DT: You always seem to deal with, from the work I've seen of yours.  Is there something about that-- taking what other people don't want and creating something out out of it-- that is particularly Latin American or Puerto Rican?

RS: Like you said...it's a negotiating, small society. That would make me wonder is that kind of like the ways that PR and smaller countries negotiate..

RL: Yes, but we've done this everywhere. We've done this in Cuba, in the States often. We did this in Mexico.  We went to a very beautiful hacienda with a tree and a bridge and we worked with music from Mexico and with film history from Mexico and love scenes and dream sequences and whatever. So in every place we go we feel various levels of authority.

DT: But that's the thing-it's sort of a method of work as a kind of way of looking at art. There seems to be something that's very, very different from what people normally do here in the sense that it's a statement about taking leftovers, it's a statement about negotiating...

RL: Let me get Antonio. He's more articulate than I am...He's a very strong graphic art, very strong. We're talking about a complete artist in Puerto Rico, it's his whole life in drawing, painting, etching and whatever and this is sort of his sideline. And I'm a theatre person that dedicates my lift to theatre. This a sideline because we do this 2-3 times a year, maybe. But we negotiate how much graphic art, how much performance. There are times when we do more performance than this time. Especially when we have core groups that want to deal with performance skills. Here we're working much more with the visuals, no?

AM: This is a very special case. I think this is the most complicated in terms of circumstances, an event of this kind because we usually deal with graphic theatre, theatrical graphics, animation of faces and colors and shapes. This time we had to work quite differently with different artists, and fortunately, we knew all of them, both the works and the workers...the work of Miguel Villafane, photographer; Pablo Delano, photographer; and Peter Schumann the theatre person here really as a painter, and the mural of Orozco. We had the strong input of this very powerful artist so we worked, created an installation, which is in a way an unorthodox museography to house these different artists.  Aside from knowing them and loving their work we also share a common thread of politics, social awareness, aesthetic commitment.  So while that really helped a lot, it also helped us because the space was enormous. It worked in two ways, a leitmotif that we had to face that and serve it but on the other hand it served us splendidly because the space was so big and we wanted to occupy it as much as possible. When Elke Schumann walked in with those big cloths, banners...at first I was scared. How are we going to fit this? All these volumes. I was planning on throwing down large rolls of paper and color and then paint them but Peter Schumann did it already and beautifully so. So a lot of that was worked into it.

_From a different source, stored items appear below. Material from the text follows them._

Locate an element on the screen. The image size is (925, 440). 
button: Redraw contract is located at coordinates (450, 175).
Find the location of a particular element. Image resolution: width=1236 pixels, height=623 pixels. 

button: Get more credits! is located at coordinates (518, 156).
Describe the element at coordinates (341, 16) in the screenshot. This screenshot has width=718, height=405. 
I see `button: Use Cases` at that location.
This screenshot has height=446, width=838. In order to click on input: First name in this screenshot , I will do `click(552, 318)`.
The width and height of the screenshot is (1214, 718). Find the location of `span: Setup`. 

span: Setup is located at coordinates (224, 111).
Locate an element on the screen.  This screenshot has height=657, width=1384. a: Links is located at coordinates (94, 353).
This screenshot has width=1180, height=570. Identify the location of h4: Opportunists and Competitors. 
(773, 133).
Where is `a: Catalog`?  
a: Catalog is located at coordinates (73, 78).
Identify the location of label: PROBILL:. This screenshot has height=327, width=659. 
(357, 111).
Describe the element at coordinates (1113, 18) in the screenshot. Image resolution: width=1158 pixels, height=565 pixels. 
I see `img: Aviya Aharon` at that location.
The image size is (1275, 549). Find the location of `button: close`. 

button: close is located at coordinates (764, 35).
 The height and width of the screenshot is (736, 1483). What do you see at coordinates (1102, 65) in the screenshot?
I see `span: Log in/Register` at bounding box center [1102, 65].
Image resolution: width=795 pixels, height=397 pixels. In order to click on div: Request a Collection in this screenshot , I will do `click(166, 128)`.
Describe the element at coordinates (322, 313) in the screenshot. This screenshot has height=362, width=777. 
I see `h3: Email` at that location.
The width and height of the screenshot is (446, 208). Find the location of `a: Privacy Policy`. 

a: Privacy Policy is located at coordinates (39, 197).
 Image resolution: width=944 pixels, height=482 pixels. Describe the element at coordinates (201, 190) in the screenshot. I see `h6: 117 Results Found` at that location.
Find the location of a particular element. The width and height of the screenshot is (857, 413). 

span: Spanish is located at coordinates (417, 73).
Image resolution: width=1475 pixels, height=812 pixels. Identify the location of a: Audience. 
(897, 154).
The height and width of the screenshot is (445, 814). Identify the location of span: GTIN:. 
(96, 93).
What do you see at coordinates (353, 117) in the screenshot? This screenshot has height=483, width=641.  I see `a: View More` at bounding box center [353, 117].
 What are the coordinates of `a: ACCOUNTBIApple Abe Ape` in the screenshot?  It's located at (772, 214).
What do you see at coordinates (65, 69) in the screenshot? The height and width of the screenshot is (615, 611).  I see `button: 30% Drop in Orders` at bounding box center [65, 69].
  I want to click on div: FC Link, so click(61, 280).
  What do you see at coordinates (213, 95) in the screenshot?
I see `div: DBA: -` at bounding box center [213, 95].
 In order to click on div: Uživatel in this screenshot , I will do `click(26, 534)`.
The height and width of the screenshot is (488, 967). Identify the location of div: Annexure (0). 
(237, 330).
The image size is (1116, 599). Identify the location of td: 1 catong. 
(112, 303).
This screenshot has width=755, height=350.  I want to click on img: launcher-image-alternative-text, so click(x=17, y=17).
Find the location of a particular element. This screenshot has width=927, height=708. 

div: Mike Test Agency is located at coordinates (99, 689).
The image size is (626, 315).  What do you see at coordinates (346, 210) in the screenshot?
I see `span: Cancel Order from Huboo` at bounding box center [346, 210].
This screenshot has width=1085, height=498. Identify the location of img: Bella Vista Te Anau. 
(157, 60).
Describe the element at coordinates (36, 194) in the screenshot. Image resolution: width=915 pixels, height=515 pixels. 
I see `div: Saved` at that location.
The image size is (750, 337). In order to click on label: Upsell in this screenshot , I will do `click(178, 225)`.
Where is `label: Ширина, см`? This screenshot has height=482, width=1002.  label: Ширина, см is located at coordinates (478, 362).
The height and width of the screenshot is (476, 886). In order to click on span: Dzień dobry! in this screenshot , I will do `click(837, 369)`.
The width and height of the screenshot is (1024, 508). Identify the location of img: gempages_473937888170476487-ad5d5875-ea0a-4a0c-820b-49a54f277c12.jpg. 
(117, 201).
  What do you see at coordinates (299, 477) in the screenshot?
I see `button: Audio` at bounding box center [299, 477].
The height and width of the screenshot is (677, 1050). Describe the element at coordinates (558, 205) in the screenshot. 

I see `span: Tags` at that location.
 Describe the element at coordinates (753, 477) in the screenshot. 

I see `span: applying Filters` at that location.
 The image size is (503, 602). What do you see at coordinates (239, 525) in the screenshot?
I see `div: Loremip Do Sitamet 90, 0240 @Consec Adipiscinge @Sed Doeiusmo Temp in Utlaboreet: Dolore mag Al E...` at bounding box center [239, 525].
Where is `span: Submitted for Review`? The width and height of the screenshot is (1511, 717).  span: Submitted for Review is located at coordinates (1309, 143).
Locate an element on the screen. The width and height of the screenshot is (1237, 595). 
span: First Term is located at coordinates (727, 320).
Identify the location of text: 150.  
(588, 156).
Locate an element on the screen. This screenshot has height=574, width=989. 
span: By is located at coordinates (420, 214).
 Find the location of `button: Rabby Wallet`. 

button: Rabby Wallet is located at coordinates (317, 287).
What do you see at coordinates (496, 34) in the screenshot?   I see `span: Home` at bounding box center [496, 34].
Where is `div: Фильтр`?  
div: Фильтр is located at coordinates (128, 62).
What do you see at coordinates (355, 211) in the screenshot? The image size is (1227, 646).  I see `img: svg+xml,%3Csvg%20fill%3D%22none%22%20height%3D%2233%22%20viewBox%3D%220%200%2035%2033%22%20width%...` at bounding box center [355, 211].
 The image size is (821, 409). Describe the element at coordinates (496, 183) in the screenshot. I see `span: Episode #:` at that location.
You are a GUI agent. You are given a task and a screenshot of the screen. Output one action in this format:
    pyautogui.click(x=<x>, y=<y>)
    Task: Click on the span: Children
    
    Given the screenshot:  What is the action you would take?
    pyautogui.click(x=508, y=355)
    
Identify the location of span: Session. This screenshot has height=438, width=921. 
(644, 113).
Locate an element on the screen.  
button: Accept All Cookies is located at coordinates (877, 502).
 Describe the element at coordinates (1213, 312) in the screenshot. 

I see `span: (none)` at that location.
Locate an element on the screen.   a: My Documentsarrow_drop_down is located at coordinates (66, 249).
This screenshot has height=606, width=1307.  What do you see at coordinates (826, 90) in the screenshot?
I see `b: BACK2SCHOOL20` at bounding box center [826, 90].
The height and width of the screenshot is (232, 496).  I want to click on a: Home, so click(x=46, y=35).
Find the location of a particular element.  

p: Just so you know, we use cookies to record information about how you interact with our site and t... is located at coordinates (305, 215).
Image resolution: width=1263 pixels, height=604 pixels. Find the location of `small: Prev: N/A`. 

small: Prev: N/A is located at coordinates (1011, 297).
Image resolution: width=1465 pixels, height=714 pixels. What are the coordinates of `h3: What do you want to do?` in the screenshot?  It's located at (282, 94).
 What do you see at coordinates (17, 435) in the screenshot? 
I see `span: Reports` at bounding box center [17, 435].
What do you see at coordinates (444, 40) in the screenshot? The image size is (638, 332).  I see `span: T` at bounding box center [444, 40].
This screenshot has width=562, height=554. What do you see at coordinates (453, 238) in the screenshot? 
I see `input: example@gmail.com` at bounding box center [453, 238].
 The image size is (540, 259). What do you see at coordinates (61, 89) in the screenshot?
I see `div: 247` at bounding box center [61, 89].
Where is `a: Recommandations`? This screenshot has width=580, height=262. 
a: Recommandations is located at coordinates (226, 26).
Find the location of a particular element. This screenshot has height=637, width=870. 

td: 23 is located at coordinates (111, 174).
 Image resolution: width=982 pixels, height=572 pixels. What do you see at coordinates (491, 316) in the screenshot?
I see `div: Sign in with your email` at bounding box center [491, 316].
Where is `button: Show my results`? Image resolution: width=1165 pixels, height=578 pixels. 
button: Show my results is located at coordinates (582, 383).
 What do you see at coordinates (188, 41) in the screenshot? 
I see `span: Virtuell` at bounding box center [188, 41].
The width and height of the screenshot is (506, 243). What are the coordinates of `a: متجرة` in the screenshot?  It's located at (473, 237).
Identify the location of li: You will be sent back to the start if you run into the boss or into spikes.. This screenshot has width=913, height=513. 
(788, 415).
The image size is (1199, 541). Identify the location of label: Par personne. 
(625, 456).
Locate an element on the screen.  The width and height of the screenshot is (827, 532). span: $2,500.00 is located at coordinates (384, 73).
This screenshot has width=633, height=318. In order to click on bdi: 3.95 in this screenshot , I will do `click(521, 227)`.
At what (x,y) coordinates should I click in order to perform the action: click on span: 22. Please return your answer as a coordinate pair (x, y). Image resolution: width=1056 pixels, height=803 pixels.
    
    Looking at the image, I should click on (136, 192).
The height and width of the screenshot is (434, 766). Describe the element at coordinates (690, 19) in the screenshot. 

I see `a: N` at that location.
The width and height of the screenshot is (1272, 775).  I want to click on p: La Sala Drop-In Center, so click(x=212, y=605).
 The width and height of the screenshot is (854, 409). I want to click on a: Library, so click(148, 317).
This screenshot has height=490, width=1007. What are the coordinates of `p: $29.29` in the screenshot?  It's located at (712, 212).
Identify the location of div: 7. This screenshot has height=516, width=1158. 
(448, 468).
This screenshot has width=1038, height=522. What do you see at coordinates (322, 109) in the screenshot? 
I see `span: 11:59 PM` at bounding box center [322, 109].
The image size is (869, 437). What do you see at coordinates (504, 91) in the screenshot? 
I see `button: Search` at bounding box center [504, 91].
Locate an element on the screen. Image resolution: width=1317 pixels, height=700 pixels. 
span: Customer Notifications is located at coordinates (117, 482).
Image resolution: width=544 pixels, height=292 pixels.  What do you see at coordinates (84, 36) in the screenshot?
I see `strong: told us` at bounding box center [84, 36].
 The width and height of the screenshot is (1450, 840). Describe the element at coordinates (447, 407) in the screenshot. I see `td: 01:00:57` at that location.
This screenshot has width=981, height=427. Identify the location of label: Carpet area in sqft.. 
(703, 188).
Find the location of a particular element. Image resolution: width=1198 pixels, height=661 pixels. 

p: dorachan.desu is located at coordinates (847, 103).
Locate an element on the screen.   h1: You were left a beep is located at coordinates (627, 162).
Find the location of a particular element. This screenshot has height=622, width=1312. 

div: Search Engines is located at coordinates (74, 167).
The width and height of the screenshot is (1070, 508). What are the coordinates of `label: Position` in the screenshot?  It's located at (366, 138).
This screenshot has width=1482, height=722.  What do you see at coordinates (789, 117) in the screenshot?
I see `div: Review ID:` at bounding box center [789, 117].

DT: What interested me was the kind of method of work that you two have established together and whether it's here or in Mexico or some place else the method has remained pretty constant. The collective creation, this time in visual arts, reflects a very different vision than a lot of artists are used to in the US. A lot of has to do with this idea of recycling, of re-using what other people throw away and don't valorize and that seems to me to be an artistic and political statement that's very specific.

AM: And it's not exclusively with this carbon material or trash. It also has to do with the work of others.. In that way we're not part of the current of art in which the signature is important. We're not signaturized. If it comes to a signature it's because it organically grew out of the process and you more or less see an installation of ours and more or less see it had to do with us. Both Rosa Luisa and I are professional in that we put our hearts into the service OF. Most of my visual art initial training of the graphic side, poster art, book designer, illustrator of books, set designer. Rosa Luisa is a theatre person. She doesn't think ever of herself as serving herself. She serves both the theatre and the public and the time and place where she can support her work. And also when we met professionally (we have known each other since we were children).

RL: I was a child.

AM: But we began to work together. I was her teacher many years ago in a course I taught in graphics at the University and then when I came back from Mexico she came back from Paris. I was HER student at the university in a drama class where we made up this photostatica play and we've been collaborating ever since. But our view of art and our practice of art has always been very personal and very strongly personal. We really connect to a given place and to a given public and to a given material and circumstances. We don't think that anything curtails our possibility of expression but quite the contrary. It puts it to a test. How to serve better. For us, to me, to do a good job in communicating in art does not limit at all my artistic personality or the development of my skills, quite the contrary. That puts it to proof on how to do it.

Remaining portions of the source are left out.